January 10, 2003
AND WE ALL KNOW WHAT PAYBACKS ARE:
Payback in Judges (E. J. Dionne Jr., January 10, 2003, washingtonpost.com)You have to hand it to President Bush and his judge-pickers.They understand the power of the judiciary to shape American political life for years to come. They brazenly use their executive authority to fill the courts with their allies. Then they attack, attack and attack again when opposition senators dare invoke their own constitutional power to slow a juggernaut whose purpose is to remake the world according to the specifications of Justice Antonin Scalia.
To make clear who is in charge, Bush took two circuit court nominees rejected by the Senate Judiciary Committee last year, when it was in Democratic hands, and sent them right back. [...]
Politically, the renominations were shrewd. By sending Pickering up again, Bush signaled to his Southern backers that he was willing to stand up for a Mississippian against Senate liberals, despite Lott's defenestration. And the energy the Pickering and Owen battles will soak up may allow other ideological nominees to slip through.
The real issue here involves not the personal characteristics of nominees -- there are plenty of smart conservatives on Bush's list -- but a political
struggle to create an increasingly activist conservative bench. "They realized that if they took over the one unelected part of the government, they could govern for a generation," says Sen. Charles E. Schumer, a New York Democrat.A liberal fantasy? On the contrary, the ever-candid Clint Bolick, a former Reagan Justice Department official and conservative activist, told The Post this week that "everyone on the right agreed in 2000 that judicial nominations were the single most important reason to be for Bush." The worst-kept secret in Washington: Judicial appointments are the tribute Bush pays to his political base.
Is it possible to "brazenly" exercise a power that's explicitly delegated to you by the Constitution? President Bush is a conservative Republican. The House and Senate are at least Republican and mostly conservative. We're in for a few years of conservative judges being put on the bench. And?
After all, it's not as if Mr. Bush has proposed doing violence to the Constitution and packing the Court, the way FDR tried to do.
Posted by Orrin Judd at January 10, 2003 11:44 PMAs a fairly strict constructionist, I just wish
that some of the conservative jurists that
made the liberals quake 30 years ago (Rehnquist)
had actually been conservative.
Somebody please tell me how any court --
liberal or conservative -- could uphold the
abortion clinic protest law, for example.
As long as abortion's legal you have to let them into the building.
Posted by: oj at January 11, 2003 4:43 AMSo... There is something imporper about a conservative president nominating conservitive jugdes?
Or is it that a majority-conservative congress must not approve thos picks?
I find it revealing that these 'ultra-conservatives' that people are screaming about fail to trigger filibuster inscincts in all but the most fanatical democratic senators.
They have enough to keep a filibuster going. If Bush's actions are so unreasonable, they should unite the opposition.
But they don't. Because they aren't unreasonable, newspaper rhetoric aside.
OJ: It's a bit more complicated than that. That's why Kennedy dissented from that case (and he co-wrote Casey).
And my question is: Was Clinton "brazen" when he put Ruthie Ginsburg and Stevie Breyer on? They are, without Scalia's brains, his ideological opposites on the Court.
Its become perfectly clear to me over the years that when the left says "democracy" they don't mean what I think the word means.
Posted by: David Cohen at January 11, 2003 12:13 PMSafe bet, since they even define "is" differently.
Posted by: oj at January 11, 2003 2:02 PMSchumer is such a whiny two-faced bastard. If it was perfectly ok for him and his cronies (led by Leaky Leahy) to refuse to vote for nominees for partisan reasons, why is it not okay for Bush to appoint them for the same reasons?
I guess being a Democrat means you get to make as many rules as you want but you're never obligated to follow them yourself. I hope Rudy puts this weasel out of our misery.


Description of the task = What is needed is an exact copy of the entries below, with every picture left out.

Information provided =
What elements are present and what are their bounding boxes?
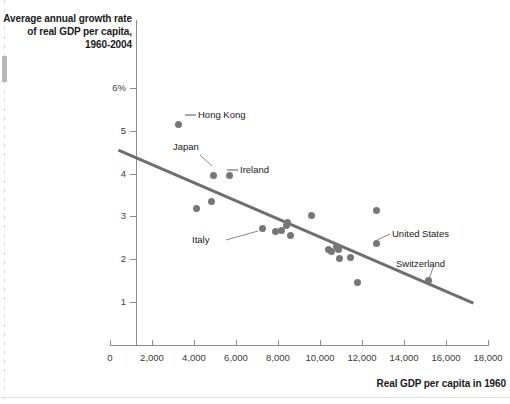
point-label-japan: Japan (173, 141, 199, 152)
point-label-united-states: United States (392, 228, 449, 239)
scatter-chart: Average annual growth rate of real GDP p… (0, 0, 510, 404)
label-leader-lines (0, 0, 510, 404)
point-label-ireland: Ireland (240, 164, 269, 175)
point-label-switzerland: Switzerland (396, 258, 445, 269)
point-label-hong-kong: Hong Kong (198, 109, 246, 120)
point-label-italy: Italy (192, 234, 209, 245)
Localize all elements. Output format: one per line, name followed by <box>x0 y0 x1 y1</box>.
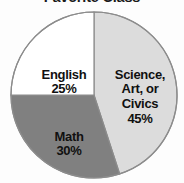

Result =
What elements are present and what are their bounding boxes?
point-label-japan: Japan (173, 141, 199, 152)
point-label-united-states: United States (392, 228, 449, 239)
scatter-chart: Average annual growth rate of real GDP p… (0, 0, 510, 404)
label-leader-lines (0, 0, 510, 404)
point-label-ireland: Ireland (240, 164, 269, 175)
point-label-switzerland: Switzerland (396, 258, 445, 269)
point-label-hong-kong: Hong Kong (198, 109, 246, 120)
point-label-italy: Italy (192, 234, 209, 245)
Localize all elements. Output format: one per line, name followed by <box>x0 y0 x1 y1</box>.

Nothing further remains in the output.